Hoover in Australia
Since 1954, the Hoover factory at Meadowbank has been manufacturing washing machines and other products. A subsidiary of the US company, Hoover, it merged with Chicago Pacific in 1985 and Maytag in 1989.
In 1994, Hoover Australia was to be listed as a public company with a six-monthly operating profit of $8,850,000. This sparked a fight between Email Limited and Southcorp, two of Australia's largest white goods manufacturers for a commercial sale. Both were eager to strengthen their market share and further monopolise the whitegoods industry. By December 1994, Southcorp announced a successful bid to buy Hoover Australia. In March 1996, Southcorp began a big rationalisation, sacking workers in maintenance, stores, administration and supervision at the Hoover factory.

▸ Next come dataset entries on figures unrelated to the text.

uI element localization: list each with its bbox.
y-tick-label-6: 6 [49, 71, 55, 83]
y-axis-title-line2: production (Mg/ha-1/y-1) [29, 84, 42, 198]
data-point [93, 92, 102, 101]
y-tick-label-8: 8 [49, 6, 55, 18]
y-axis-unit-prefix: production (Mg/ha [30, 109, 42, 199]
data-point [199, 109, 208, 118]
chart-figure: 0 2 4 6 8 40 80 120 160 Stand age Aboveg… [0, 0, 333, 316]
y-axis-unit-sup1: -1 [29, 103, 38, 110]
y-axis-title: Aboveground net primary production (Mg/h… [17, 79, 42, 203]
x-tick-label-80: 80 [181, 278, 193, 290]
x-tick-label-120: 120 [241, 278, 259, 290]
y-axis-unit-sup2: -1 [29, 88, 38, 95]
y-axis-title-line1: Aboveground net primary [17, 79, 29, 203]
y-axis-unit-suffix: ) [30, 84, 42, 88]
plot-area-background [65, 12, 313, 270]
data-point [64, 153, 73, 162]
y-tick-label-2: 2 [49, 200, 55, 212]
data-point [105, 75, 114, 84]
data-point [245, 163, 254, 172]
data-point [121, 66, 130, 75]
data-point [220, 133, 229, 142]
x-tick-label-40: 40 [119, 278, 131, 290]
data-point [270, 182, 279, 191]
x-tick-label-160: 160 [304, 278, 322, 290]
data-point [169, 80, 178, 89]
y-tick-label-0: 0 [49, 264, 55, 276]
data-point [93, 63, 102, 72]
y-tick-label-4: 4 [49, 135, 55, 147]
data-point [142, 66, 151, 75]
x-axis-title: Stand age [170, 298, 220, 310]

At the same time, Southcorp was announcing a big increase in their share price. In April, 1999, the sale of Southcorp Appliances, including Hoover, Dishlex and Chef, was official with Email now obtaining a conservative 60 per cent share of the Australian white goods market.
Prior to the Southcorp buy out, Hoover Australia operated as a US subsidiary with its own administration, sales and marketing, large maintenance and engineering departments, a service division and a much larger production workforce. At this time, in the early '90s, Hoover was making healthy profits, as a result of investment in new technology and machinery through the late '80s, followed by a big drive towards quality improvement combined with a very flexible workforce.

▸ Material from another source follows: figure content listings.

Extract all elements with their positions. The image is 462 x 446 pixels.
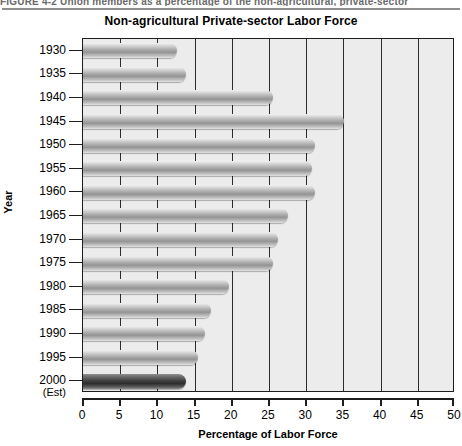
bar-2000 [82,374,186,389]
x-tick-label-0: 0 [67,409,97,421]
y-tick-label-2000: 2000 [39,374,66,386]
y-tick-mark-1980 [69,286,82,287]
y-tick-label-1980: 1980 [39,280,66,292]
bar-1985 [82,303,211,318]
bar-1980 [82,279,229,294]
bar-1945 [82,114,344,129]
y-tick-sublabel-2000: (Est) [43,387,66,398]
bar-1940 [82,90,273,105]
x-tick-mark-30 [305,398,307,406]
x-tick-label-40: 40 [365,409,395,421]
x-tick-mark-40 [380,398,382,406]
caption-rule [2,8,460,10]
bar-1930 [82,43,177,58]
gridline-40 [381,39,382,391]
y-tick-mark-1930 [69,50,82,51]
y-tick-label-1985: 1985 [39,303,66,315]
x-tick-label-10: 10 [141,409,171,421]
gridline-35 [343,39,344,391]
y-tick-label-1945: 1945 [39,115,66,127]
y-tick-label-1995: 1995 [39,351,66,363]
y-tick-mark-1960 [69,191,82,192]
y-tick-label-1935: 1935 [39,67,66,79]
x-tick-label-35: 35 [327,409,357,421]
x-tick-label-20: 20 [216,409,246,421]
x-tick-mark-25 [268,398,270,406]
bar-1995 [82,350,198,365]
bar-1970 [82,232,278,247]
y-tick-mark-1940 [69,97,82,98]
x-tick-label-50: 50 [439,409,462,421]
y-tick-mark-1970 [69,239,82,240]
y-tick-mark-1945 [69,121,82,122]
y-tick-mark-2000 [69,380,82,381]
x-tick-mark-15 [194,398,196,406]
y-tick-label-1965: 1965 [39,209,66,221]
y-tick-label-1990: 1990 [39,327,66,339]
y-tick-label-1940: 1940 [39,91,66,103]
x-axis-title: Percentage of Labor Force [82,428,454,440]
y-axis-labels: 1930193519401945195019551960196519701975… [0,38,82,392]
y-tick-label-1975: 1975 [39,256,66,268]
bar-1955 [82,161,312,176]
y-tick-mark-1955 [69,168,82,169]
figure-caption: FIGURE 4-2 Union members as a percentage… [0,0,462,6]
bar-1935 [82,67,186,82]
x-tick-label-45: 45 [402,409,432,421]
y-tick-mark-1990 [69,333,82,334]
x-tick-mark-45 [417,398,419,406]
x-tick-label-15: 15 [179,409,209,421]
x-tick-label-25: 25 [253,409,283,421]
gridline-45 [418,39,419,391]
y-tick-label-1955: 1955 [39,162,66,174]
y-tick-mark-1995 [69,357,82,358]
x-tick-mark-20 [231,398,233,406]
x-tick-mark-5 [119,398,121,406]
x-tick-label-30: 30 [290,409,320,421]
y-tick-label-1950: 1950 [39,138,66,150]
y-tick-label-1970: 1970 [39,233,66,245]
y-tick-mark-1975 [69,262,82,263]
y-tick-mark-1950 [69,144,82,145]
y-tick-label-1960: 1960 [39,185,66,197]
bar-1990 [82,326,205,341]
chart-title: Non-agricultural Private-sector Labor Fo… [0,14,462,28]
plot-area [82,38,454,392]
y-tick-label-1930: 1930 [39,44,66,56]
bar-1950 [82,138,315,153]
gridline-30 [306,39,307,391]
x-tick-mark-35 [342,398,344,406]
bar-1975 [82,256,273,271]
y-tick-mark-1935 [69,73,82,74]
bar-1965 [82,208,288,223]
x-tick-mark-50 [452,398,454,406]
x-axis: Percentage of Labor Force 05101520253035… [82,398,454,446]
y-tick-mark-1965 [69,215,82,216]
y-tick-mark-1985 [69,309,82,310]
bar-1960 [82,185,315,200]
x-tick-mark-10 [156,398,158,406]
x-tick-label-5: 5 [104,409,134,421]
x-tick-mark-0 [82,398,84,406]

After the Southcorp takeover, a culture of fear was introduced based on a widespread campaign to strip all the indirect labour from the workforce, and a myth that the factory was inefficient and unproductive. Every month it was reported the factory was losing $1 million or more. Morale at the factory went into a downward spiral. This was followed by decisions to stop production of barrel and upright vacuum cleaners, next was the end of the front loader washing machine. Vacuum cleaners and front loaders were replaced with imported products, the plastic moulding production was contracted out, the factory was being stripped of production, volume and jobs. A cost reduction campaign followed with good quality components being replaced by inferior cheap components and a complete breakdown of any real preventative maintenance program, which gave way to a large number of machine and equipment breakdowns. The reality, rather than the myth, was the Hoover Meadowbank site was being run into the ground by corporate decisions.

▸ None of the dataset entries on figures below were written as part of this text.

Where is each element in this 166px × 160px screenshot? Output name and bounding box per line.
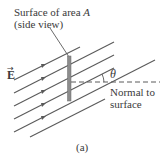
normal-label-line2: surface — [110, 98, 142, 110]
arrowhead-icon — [41, 77, 46, 81]
field-line — [14, 55, 114, 106]
arrowhead-icon — [41, 90, 46, 94]
normal-label-line1: Normal to — [110, 86, 155, 98]
surface-bar — [68, 56, 72, 101]
arrowhead-icon — [41, 64, 46, 68]
leader-line — [50, 28, 69, 57]
field-symbol: E — [7, 68, 15, 83]
angle-label: θ — [110, 68, 116, 80]
field-arrowheads — [41, 64, 46, 120]
arrowhead-icon — [41, 116, 46, 120]
arrowhead-icon — [41, 103, 46, 107]
surface-label-line2: (side view) — [14, 18, 63, 30]
figure-caption: (a) — [76, 141, 88, 153]
field-line — [14, 68, 114, 119]
angle-arc — [102, 74, 104, 82]
electric-flux-diagram: Surface of area A (side view) → E θ Norm… — [0, 0, 166, 160]
surface-label-prefix: Surface of area — [14, 6, 83, 18]
surface-label-line1: Surface of area A — [14, 6, 90, 18]
area-variable: A — [83, 6, 90, 18]
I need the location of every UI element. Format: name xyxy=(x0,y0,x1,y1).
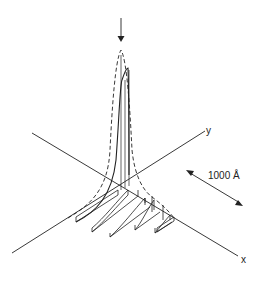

By the late 1990s Email had finally closed the Meadowbank factory and integrated its white goods manufacturing into the Simpson plant in South Australia. The vacuum cleaner side of the business was sold to Godfreys. Several years later, Email itself was sold and broken up. The white goods division of Email was then sold to Electrolux. Shortly after taking ownership, Electrolux ceased leasing the Hoover brandname and the manufacturing and supply of Hoover white goods ceased in Australia.
Read more about this topic: The Hoover Company
Famous quotes containing the words hoover and/or australia:
“This is not a showmans job. I will not step out of character.”
—Herbert Hoover (18741964)
“I like Australia less and less. The hateful newness, the democratic conceit, every man a little pope of perfection.”